Complexity of Normalized Persistence Problems for Topological Data Analysis and Local Hamiltonians
Abstract
Topological data analysis (TDA) is a machine learning technique that uses topology to extract patterns from data and has shown the potential to exhibit quantum advantage. A key concept in TDA is persistent homology, which measures the robustness of topological information at different lengthscales. In this paper, we introduce and study the problem of normalized persistence, a practically motivated and easily interpretable version of persistent homology that counts the fraction of holes that persist at different lengthscales. We prove that a variant of normalized persistence is DQC1-hard and contained in BQP, giving evidence of an exponential quantum speedup for TDA under the standard assumption that DQC1 ⊂eq BPP. These are the first DQC1-hardness results that are directly applicable to TDA instances. We also find a close connection between normalized persistence and the complexity of estimating spectral quantities in the low-energy subspace of local Hamiltonians. We study a family of such problems, including a low-energy normalized subtrace and spectral density. We show that these are DQC1-hard for O(1)-local Hamiltonians, strengthening previous results that required log-local interactions. We also introduce a variant of DQC1 with perfect completeness (SDQC1) to characterize the hardness of problems normalized by an exact kernel. This includes normalized persistence for O(1)-local Hamiltonians, which we show is SDQC1-hard.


Among the entries below, extract exactly the lines that run from the one with "Image is 341x435 pixels." through the one with "Image is 413x532 pixels.", both ends included.

*** Opening of Input records ***

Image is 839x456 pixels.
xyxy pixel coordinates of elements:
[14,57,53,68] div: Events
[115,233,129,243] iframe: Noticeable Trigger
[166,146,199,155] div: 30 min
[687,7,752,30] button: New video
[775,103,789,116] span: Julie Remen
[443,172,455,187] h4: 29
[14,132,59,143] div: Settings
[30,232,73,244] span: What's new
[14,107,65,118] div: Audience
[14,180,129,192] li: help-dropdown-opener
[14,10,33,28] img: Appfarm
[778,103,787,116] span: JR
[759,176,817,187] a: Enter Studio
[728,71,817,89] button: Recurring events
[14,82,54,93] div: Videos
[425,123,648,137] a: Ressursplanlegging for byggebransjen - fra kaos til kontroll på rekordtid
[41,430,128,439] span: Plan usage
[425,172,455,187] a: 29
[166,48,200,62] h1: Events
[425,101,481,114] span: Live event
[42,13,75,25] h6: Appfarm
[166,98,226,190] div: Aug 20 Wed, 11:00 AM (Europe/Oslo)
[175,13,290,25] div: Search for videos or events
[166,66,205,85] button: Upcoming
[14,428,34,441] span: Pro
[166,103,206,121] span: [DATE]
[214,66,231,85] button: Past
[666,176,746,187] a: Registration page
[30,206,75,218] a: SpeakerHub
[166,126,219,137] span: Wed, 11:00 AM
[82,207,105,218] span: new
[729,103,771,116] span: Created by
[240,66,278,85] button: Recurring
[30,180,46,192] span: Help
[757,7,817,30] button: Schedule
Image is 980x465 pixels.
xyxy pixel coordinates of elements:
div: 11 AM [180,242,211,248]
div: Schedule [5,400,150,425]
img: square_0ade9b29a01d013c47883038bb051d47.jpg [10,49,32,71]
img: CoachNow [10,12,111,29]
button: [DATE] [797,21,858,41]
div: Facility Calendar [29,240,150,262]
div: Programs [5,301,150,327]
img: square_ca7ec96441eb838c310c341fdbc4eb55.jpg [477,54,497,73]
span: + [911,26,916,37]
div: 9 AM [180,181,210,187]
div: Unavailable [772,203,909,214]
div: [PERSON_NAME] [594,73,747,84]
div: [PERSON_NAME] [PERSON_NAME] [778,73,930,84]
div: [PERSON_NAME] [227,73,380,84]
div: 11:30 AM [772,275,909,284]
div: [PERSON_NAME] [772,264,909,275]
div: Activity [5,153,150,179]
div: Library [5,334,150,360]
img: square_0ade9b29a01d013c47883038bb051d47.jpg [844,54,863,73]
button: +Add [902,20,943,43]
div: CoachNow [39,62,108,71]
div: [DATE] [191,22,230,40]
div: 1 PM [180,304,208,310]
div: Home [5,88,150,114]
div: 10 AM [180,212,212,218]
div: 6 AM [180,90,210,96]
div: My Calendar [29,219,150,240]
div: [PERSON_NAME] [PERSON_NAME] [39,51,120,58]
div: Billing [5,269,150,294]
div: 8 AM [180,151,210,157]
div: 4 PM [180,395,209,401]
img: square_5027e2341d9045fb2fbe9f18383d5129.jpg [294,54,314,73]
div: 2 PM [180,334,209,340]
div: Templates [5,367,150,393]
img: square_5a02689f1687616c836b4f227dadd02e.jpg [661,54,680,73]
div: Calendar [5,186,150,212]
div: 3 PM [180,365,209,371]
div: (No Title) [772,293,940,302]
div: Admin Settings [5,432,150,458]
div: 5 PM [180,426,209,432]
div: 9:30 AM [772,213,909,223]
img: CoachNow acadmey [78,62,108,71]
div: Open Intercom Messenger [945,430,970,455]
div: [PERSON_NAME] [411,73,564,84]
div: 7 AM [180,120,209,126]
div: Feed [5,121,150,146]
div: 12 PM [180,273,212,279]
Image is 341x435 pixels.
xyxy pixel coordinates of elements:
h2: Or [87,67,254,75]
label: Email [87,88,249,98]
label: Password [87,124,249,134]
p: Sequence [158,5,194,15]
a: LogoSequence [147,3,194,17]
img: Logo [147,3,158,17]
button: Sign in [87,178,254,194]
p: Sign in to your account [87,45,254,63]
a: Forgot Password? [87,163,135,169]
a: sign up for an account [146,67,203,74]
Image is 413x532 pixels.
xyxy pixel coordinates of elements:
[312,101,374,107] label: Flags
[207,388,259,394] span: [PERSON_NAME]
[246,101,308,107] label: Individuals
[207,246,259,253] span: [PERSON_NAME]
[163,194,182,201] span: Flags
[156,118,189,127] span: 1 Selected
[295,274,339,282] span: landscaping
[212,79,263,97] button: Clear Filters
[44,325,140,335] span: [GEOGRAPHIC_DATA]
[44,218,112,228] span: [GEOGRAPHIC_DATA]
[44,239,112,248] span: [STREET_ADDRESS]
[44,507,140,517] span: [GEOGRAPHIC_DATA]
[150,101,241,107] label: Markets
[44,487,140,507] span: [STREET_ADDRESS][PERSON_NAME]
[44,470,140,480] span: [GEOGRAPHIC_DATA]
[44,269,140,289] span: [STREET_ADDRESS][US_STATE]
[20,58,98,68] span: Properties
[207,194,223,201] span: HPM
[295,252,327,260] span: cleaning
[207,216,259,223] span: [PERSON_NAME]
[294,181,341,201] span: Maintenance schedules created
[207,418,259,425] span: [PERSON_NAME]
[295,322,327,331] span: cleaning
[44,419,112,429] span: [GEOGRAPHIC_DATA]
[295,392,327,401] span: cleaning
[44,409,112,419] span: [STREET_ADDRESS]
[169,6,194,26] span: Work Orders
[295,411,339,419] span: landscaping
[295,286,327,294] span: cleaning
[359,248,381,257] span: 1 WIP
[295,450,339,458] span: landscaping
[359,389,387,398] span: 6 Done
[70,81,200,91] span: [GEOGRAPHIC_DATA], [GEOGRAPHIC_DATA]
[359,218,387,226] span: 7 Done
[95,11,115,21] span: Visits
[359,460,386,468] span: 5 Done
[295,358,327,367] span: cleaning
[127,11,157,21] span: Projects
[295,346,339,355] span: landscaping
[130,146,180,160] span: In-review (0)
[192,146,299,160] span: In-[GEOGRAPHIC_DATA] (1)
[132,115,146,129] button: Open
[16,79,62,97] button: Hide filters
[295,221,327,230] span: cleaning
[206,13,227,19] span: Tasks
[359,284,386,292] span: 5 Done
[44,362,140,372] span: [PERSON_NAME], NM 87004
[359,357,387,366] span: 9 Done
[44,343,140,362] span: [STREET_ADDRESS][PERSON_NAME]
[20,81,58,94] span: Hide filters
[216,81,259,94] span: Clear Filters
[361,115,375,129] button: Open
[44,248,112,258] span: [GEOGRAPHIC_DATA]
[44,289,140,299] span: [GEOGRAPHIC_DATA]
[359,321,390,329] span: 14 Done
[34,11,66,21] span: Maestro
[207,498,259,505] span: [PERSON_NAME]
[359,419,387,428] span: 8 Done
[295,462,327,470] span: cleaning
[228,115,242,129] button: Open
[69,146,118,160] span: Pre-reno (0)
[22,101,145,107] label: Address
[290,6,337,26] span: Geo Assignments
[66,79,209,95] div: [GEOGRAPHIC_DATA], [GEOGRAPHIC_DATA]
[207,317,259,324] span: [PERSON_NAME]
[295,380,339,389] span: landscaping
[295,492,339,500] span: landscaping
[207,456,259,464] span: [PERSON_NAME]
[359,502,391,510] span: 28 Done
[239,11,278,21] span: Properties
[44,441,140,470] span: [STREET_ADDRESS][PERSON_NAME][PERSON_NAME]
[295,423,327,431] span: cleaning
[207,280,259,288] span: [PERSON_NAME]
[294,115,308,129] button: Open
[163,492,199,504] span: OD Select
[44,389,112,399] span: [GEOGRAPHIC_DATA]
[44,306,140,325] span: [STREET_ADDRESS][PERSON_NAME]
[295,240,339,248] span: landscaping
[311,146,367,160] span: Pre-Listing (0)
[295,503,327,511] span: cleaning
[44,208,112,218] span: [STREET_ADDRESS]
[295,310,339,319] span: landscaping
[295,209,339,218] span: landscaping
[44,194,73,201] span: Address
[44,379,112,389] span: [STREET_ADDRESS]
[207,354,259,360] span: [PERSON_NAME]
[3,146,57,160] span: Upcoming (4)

*** Close of Input records ***

▶ **Problem solution**
Image is 341x435 pixels.
xyxy pixel coordinates of elements:
h2: Or [87,67,254,75]
label: Email [87,88,249,98]
label: Password [87,124,249,134]
p: Sequence [158,5,194,15]
a: LogoSequence [147,3,194,17]
img: Logo [147,3,158,17]
button: Sign in [87,178,254,194]
p: Sign in to your account [87,45,254,63]
a: Forgot Password? [87,163,135,169]
a: sign up for an account [146,67,203,74]
Image is 413x532 pixels.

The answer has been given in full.